Mindset Mondays: Susan David — Emotional Agility


Do you ever get tired of hearing people tell you to “just stay positive” when things aren’t going right?

Sometimes, when life gets really hard, suppressing your true feelings and emotions and forcing a smile isn’t the answer. According to Harvard psychologist Susan David, suppressing difficult emotions doesn't make them disappear — it just makes them grow.

In her book Emotional Agility, David argues that true resilience isn't about being happy all the time. It’s about how we navigate our inner world.

When a difficult emotion hits — whether it's anger, anxiety, or imposter syndrome — most people react in one of two ways:

  • The Bottler: You push the feeling down, pretend everything is fine, and march on. (Spoiler: It usually explodes later).

  • The Brooder: You lose yourself in the emotion. You loop it on replay, obsessing over the wrongness of the situation, letting it cloud your entire day.

In both scenarios, you are "hooked." Your emotions have hijacked your thoughts and are now driving your behavior.

Emotional agility is the antidote. It is the ability to experience your thoughts and feelings with flexibility, curiosity, and intention, rather than letting them dictate your actions.

Here are 4 steps to building emotional agility:

1. Show Up: Stop fighting your feelings — name them and face them with compassion.

2. Step Out: Create a gap between yourself and the feeling. Instead of saying, “I am stressed,” say, “I am noticing that I am feeling stressed.” This reminds you that you are the observer, not the emotion. You are the sky; the emotion is just a passing cloud.

3. Walk Your Why: Your feelings are just data. They are flashing neon signs pointing directly to what you care about.

  • If you feel intense anxiety before a big game or major presentation, that’s data telling you that you value excellence.

  • If you feel guilty about working late, that’s data telling you that you value family connection.

4. Move On: Once you know what you value, make small, deliberate tweaks to your daily habits, responses, and mindset that align with those values. It’s about making choices that serve the person you want to become.

Susan David once said, “Discomfort is the price of admission to a meaningful life.” Your emotions will try to hook you, but remember mindset master and Emotional Agility isn’t about getting rid of all negative thoughts. It’s about learning how to navigate the obstacles in your way while dancing in the rain, reading the data your emotions provide, and walking your why — one small, intentional step at a time.

Something to Think About

How can you better identify, name, and learn from your emotions instead of being hooked by them?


:: Your goal ::
Pictures must be kept out of the copy. Every entry is to be duplicated exactly.

BEGIN Excerpted data

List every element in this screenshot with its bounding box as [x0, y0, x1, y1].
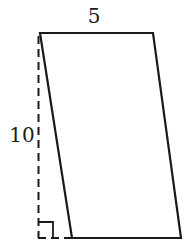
parallelogram-shape	[40, 33, 181, 238]
top-side-label: 5	[88, 4, 101, 28]
parallelogram-diagram: 5 10	[0, 0, 194, 250]
height-label: 10	[9, 123, 34, 147]
right-angle-marker-icon	[39, 222, 54, 238]
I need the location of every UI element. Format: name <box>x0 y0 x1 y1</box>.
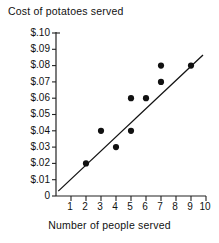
data-point <box>83 160 89 166</box>
data-point <box>128 128 134 134</box>
data-point <box>143 95 149 101</box>
data-point <box>158 79 164 85</box>
data-point <box>188 63 194 69</box>
data-point <box>158 63 164 69</box>
trend-line <box>58 55 203 191</box>
x-axis-label: Number of people served <box>0 219 219 231</box>
plot-area <box>0 0 219 243</box>
scatter-chart: Cost of potatoes served $.10 $.09 $.08 $… <box>0 0 219 243</box>
data-point <box>128 95 134 101</box>
data-point <box>113 144 119 150</box>
data-point <box>98 128 104 134</box>
data-points <box>83 63 194 167</box>
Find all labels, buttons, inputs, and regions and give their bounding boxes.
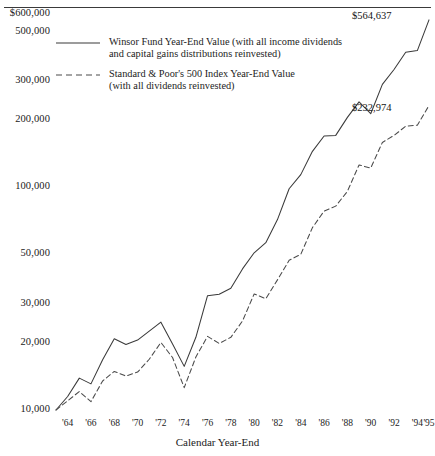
- y-tick-label-200000: 200,000: [15, 113, 50, 124]
- series-line-sp500: [56, 106, 429, 411]
- legend-item-sp500: Standard & Poor's 500 Index Year-End Val…: [56, 68, 356, 93]
- legend-label-sp500: Standard & Poor's 500 Index Year-End Val…: [109, 68, 356, 93]
- x-tick-label-1995: '95: [415, 418, 435, 428]
- chart-figure: $600,000500,000300,000200,000100,00050,0…: [0, 0, 435, 456]
- y-tick-label-20000: 20,000: [21, 336, 50, 347]
- legend-label-sp500-line1: Standard & Poor's 500 Index Year-End Val…: [109, 68, 295, 79]
- chart-legend: Winsor Fund Year-End Value (with all inc…: [56, 36, 356, 100]
- end-value-label-sp500: $232,974: [352, 102, 391, 113]
- end-value-label-winsor: $564,637: [352, 10, 391, 21]
- legend-label-winsor-line2: and capital gains distributions reinvest…: [109, 48, 281, 59]
- y-tick-label-10000: 10,000: [21, 403, 50, 414]
- y-tick-label-50000: 50,000: [21, 247, 50, 258]
- legend-item-winsor: Winsor Fund Year-End Value (with all inc…: [56, 36, 356, 61]
- y-tick-label-100000: 100,000: [15, 180, 50, 191]
- legend-label-winsor: Winsor Fund Year-End Value (with all inc…: [109, 36, 356, 61]
- x-axis-title: Calendar Year-End: [0, 436, 435, 448]
- legend-label-sp500-line2: (with all dividends reinvested): [109, 80, 235, 91]
- y-tick-label-600000: $600,000: [10, 7, 50, 18]
- y-tick-label-500000: 500,000: [15, 25, 50, 36]
- legend-label-winsor-line1: Winsor Fund Year-End Value (with all inc…: [109, 36, 342, 47]
- y-tick-label-30000: 30,000: [21, 297, 50, 308]
- y-tick-label-300000: 300,000: [15, 74, 50, 85]
- legend-key-dashed-line: [56, 74, 100, 76]
- legend-key-solid-line: [56, 42, 100, 44]
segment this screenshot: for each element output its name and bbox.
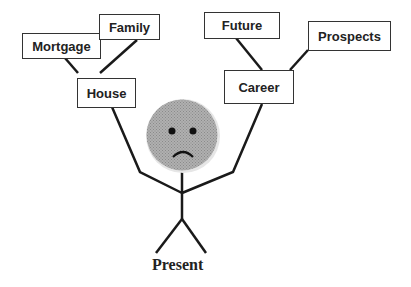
line-future-career: [236, 38, 262, 70]
line-prospects-career: [290, 50, 308, 70]
diagram-canvas: Mortgage Family House Future Prospects C…: [0, 0, 411, 287]
box-prospects: Prospects: [308, 21, 391, 51]
sad-face-icon: [146, 99, 220, 173]
line-mortgage-house: [65, 58, 78, 73]
line-family-house: [100, 40, 137, 73]
box-future: Future: [204, 12, 280, 39]
box-career: Career: [224, 70, 294, 104]
left-leg: [156, 219, 182, 253]
box-house: House: [77, 78, 136, 108]
right-leg: [182, 219, 206, 253]
box-mortgage: Mortgage: [22, 33, 101, 59]
figure-label: Present: [152, 256, 203, 274]
box-family: Family: [99, 14, 160, 40]
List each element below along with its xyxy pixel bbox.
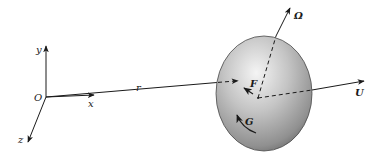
coordinate-axes: O y x z <box>17 44 94 145</box>
origin-label: O <box>34 92 42 103</box>
velocity-label: U <box>355 87 365 98</box>
angular-velocity-vector <box>276 8 290 36</box>
rigid-body-diagram: O y x z r Ω U F G <box>0 0 379 162</box>
position-vector-r <box>46 83 217 98</box>
torque-label: G <box>245 116 254 127</box>
x-axis-label: x <box>88 98 94 109</box>
rigid-body <box>216 36 312 151</box>
body-center-point <box>257 97 259 99</box>
z-axis <box>28 97 46 142</box>
position-vector-label: r <box>136 82 142 93</box>
force-label: F <box>249 78 258 89</box>
angular-velocity-label: Ω <box>293 10 303 21</box>
y-axis-label: y <box>35 44 42 55</box>
z-axis-label: z <box>17 134 24 145</box>
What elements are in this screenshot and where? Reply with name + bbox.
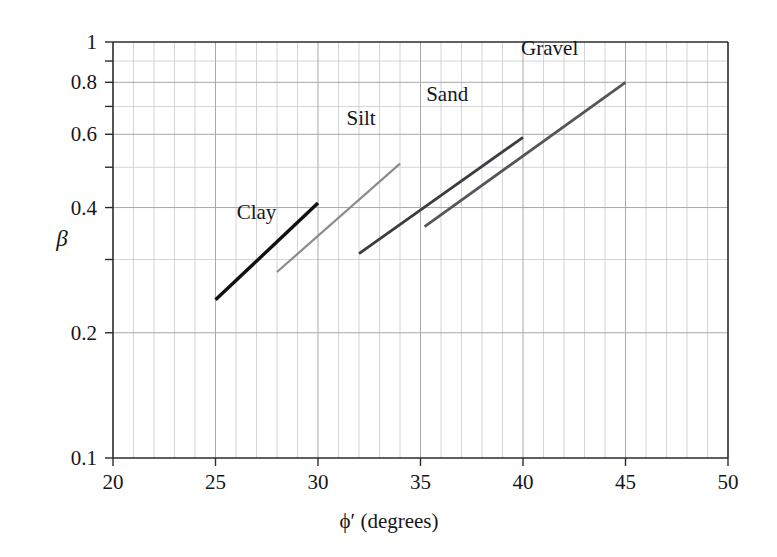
y-axis-title: β	[55, 226, 68, 251]
series-label-clay: Clay	[237, 200, 277, 224]
y-tick-label: 0.8	[71, 70, 97, 94]
y-tick-label: 0.2	[71, 321, 97, 345]
x-tick-label: 25	[205, 470, 226, 494]
x-tick-label: 45	[615, 470, 636, 494]
x-tick-label: 50	[718, 470, 739, 494]
beta-vs-phi-log-chart: 20253035404550 0.10.20.40.60.81 ClaySilt…	[0, 0, 777, 557]
series-label-gravel: Gravel	[521, 36, 578, 60]
chart-container: 20253035404550 0.10.20.40.60.81 ClaySilt…	[0, 0, 777, 557]
series-label-silt: Silt	[346, 106, 375, 130]
x-tick-label: 35	[410, 470, 431, 494]
y-tick-label: 0.1	[71, 446, 97, 470]
y-tick-label: 0.4	[71, 196, 98, 220]
x-axis-title: ϕ′ (degrees)	[339, 509, 438, 533]
y-tick-label: 1	[87, 30, 98, 54]
x-tick-label: 20	[103, 470, 124, 494]
series-label-sand: Sand	[426, 82, 469, 106]
x-tick-label: 40	[513, 470, 534, 494]
y-tick-label: 0.6	[71, 122, 97, 146]
x-tick-label: 30	[308, 470, 329, 494]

END Excerpted data

:: Exercise output ::
List every element in this screenshot with its bounding box as [x0, y0, x1, y1].
parallelogram-shape	[40, 33, 181, 238]
top-side-label: 5	[88, 4, 101, 28]
parallelogram-diagram: 5 10	[0, 0, 194, 250]
height-label: 10	[9, 123, 34, 147]
right-angle-marker-icon	[39, 222, 54, 238]
I need the location of every UI element. Format: name <box>x0 y0 x1 y1</box>.
data-point <box>83 160 89 166</box>
data-point <box>128 128 134 134</box>
data-point <box>143 95 149 101</box>
data-point <box>158 79 164 85</box>
data-point <box>188 63 194 69</box>
data-point <box>158 63 164 69</box>
trend-line <box>58 55 203 191</box>
x-axis-label: Number of people served <box>0 219 219 231</box>
plot-area <box>0 0 219 243</box>
scatter-chart: Cost of potatoes served $.10 $.09 $.08 $… <box>0 0 219 243</box>
data-point <box>128 95 134 101</box>
data-point <box>113 144 119 150</box>
data-point <box>98 128 104 134</box>
data-points <box>83 63 194 167</box>
Find all labels, buttons, inputs, and regions and give their bounding boxes.
- y-tick-label-200000: 200,000: [15, 113, 50, 124]
- series-line-sp500: [56, 106, 429, 411]
- legend-item-sp500: Standard & Poor's 500 Index Year-End Val…: [56, 68, 356, 93]
- legend-label-sp500: Standard & Poor's 500 Index Year-End Val…: [109, 68, 356, 93]
- x-tick-label-1995: '95: [415, 418, 435, 428]
- chart-figure: $600,000500,000300,000200,000100,00050,0…: [0, 0, 435, 456]
- y-tick-label-20000: 20,000: [21, 336, 50, 347]
- legend-label-sp500-line1: Standard & Poor's 500 Index Year-End Val…: [109, 68, 295, 79]
- chart-legend: Winsor Fund Year-End Value (with all inc…: [56, 36, 356, 100]
- end-value-label-sp500: $232,974: [352, 102, 391, 113]
- end-value-label-winsor: $564,637: [352, 10, 391, 21]
- legend-label-winsor-line2: and capital gains distributions reinvest…: [109, 48, 281, 59]
- y-tick-label-10000: 10,000: [21, 403, 50, 414]
- y-tick-label-50000: 50,000: [21, 247, 50, 258]
- legend-item-winsor: Winsor Fund Year-End Value (with all inc…: [56, 36, 356, 61]
- y-tick-label-100000: 100,000: [15, 180, 50, 191]
- legend-label-winsor: Winsor Fund Year-End Value (with all inc…: [109, 36, 356, 61]
- x-axis-title: Calendar Year-End: [0, 436, 435, 448]
- legend-label-sp500-line2: (with all dividends reinvested): [109, 80, 235, 91]
- y-tick-label-600000: $600,000: [10, 7, 50, 18]
- y-tick-label-500000: 500,000: [15, 25, 50, 36]
- legend-label-winsor-line1: Winsor Fund Year-End Value (with all inc…: [109, 36, 342, 47]
- y-tick-label-30000: 30,000: [21, 297, 50, 308]
- y-tick-label-300000: 300,000: [15, 74, 50, 85]
- legend-key-dashed-line: [56, 74, 100, 76]
- legend-key-solid-line: [56, 42, 100, 44]
segment this screenshot: for each element output its name and bbox.
line-future-career: [236, 38, 262, 70]
line-prospects-career: [290, 50, 308, 70]
diagram-canvas: Mortgage Family House Future Prospects C…: [0, 0, 411, 287]
box-prospects: Prospects: [308, 21, 391, 51]
sad-face-icon: [146, 99, 220, 173]
line-mortgage-house: [65, 58, 78, 73]
line-family-house: [100, 40, 137, 73]
box-future: Future: [204, 12, 280, 39]
box-career: Career: [224, 70, 294, 104]
left-leg: [156, 219, 182, 253]
box-house: House: [77, 78, 136, 108]
right-leg: [182, 219, 206, 253]
box-mortgage: Mortgage: [22, 33, 101, 59]
figure-label: Present: [152, 256, 203, 274]
box-family: Family: [99, 14, 160, 40]
List each element below along with its xyxy pixel bbox.
coordinate-axes: O y x z <box>17 44 94 145</box>
origin-label: O <box>34 92 42 103</box>
velocity-label: U <box>355 87 365 98</box>
angular-velocity-vector <box>276 8 290 36</box>
rigid-body-diagram: O y x z r Ω U F G <box>0 0 379 162</box>
position-vector-r <box>46 83 217 98</box>
torque-label: G <box>245 116 254 127</box>
x-axis-label: x <box>88 98 94 109</box>
rigid-body <box>216 36 312 151</box>
body-center-point <box>257 97 259 99</box>
z-axis <box>28 97 46 142</box>
position-vector-label: r <box>136 82 142 93</box>
force-label: F <box>249 78 258 89</box>
angular-velocity-label: Ω <box>293 10 303 21</box>
y-axis-label: y <box>35 44 42 55</box>
z-axis-label: z <box>17 134 24 145</box>
What elements are in this screenshot and where? Reply with name + bbox.
y-axis-title: β	[55, 226, 68, 251]
series-label-clay: Clay	[237, 200, 277, 224]
y-tick-label: 0.8	[71, 70, 97, 94]
y-tick-label: 0.2	[71, 321, 97, 345]
x-tick-label: 25	[205, 470, 226, 494]
x-tick-label: 45	[615, 470, 636, 494]
x-tick-label: 50	[718, 470, 739, 494]
beta-vs-phi-log-chart: 20253035404550 0.10.20.40.60.81 ClaySilt…	[0, 0, 777, 557]
series-label-gravel: Gravel	[521, 36, 578, 60]
chart-container: 20253035404550 0.10.20.40.60.81 ClaySilt…	[0, 0, 777, 557]
series-label-silt: Silt	[346, 106, 375, 130]
x-tick-label: 35	[410, 470, 431, 494]
y-tick-label: 0.1	[71, 446, 97, 470]
y-tick-label: 0.4	[71, 196, 98, 220]
x-axis-title: ϕ′ (degrees)	[339, 509, 438, 533]
y-tick-label: 1	[87, 30, 98, 54]
x-tick-label: 20	[103, 470, 124, 494]
series-label-sand: Sand	[426, 82, 469, 106]
x-tick-label: 40	[513, 470, 534, 494]
y-tick-label: 0.6	[71, 122, 97, 146]
x-tick-label: 30	[308, 470, 329, 494]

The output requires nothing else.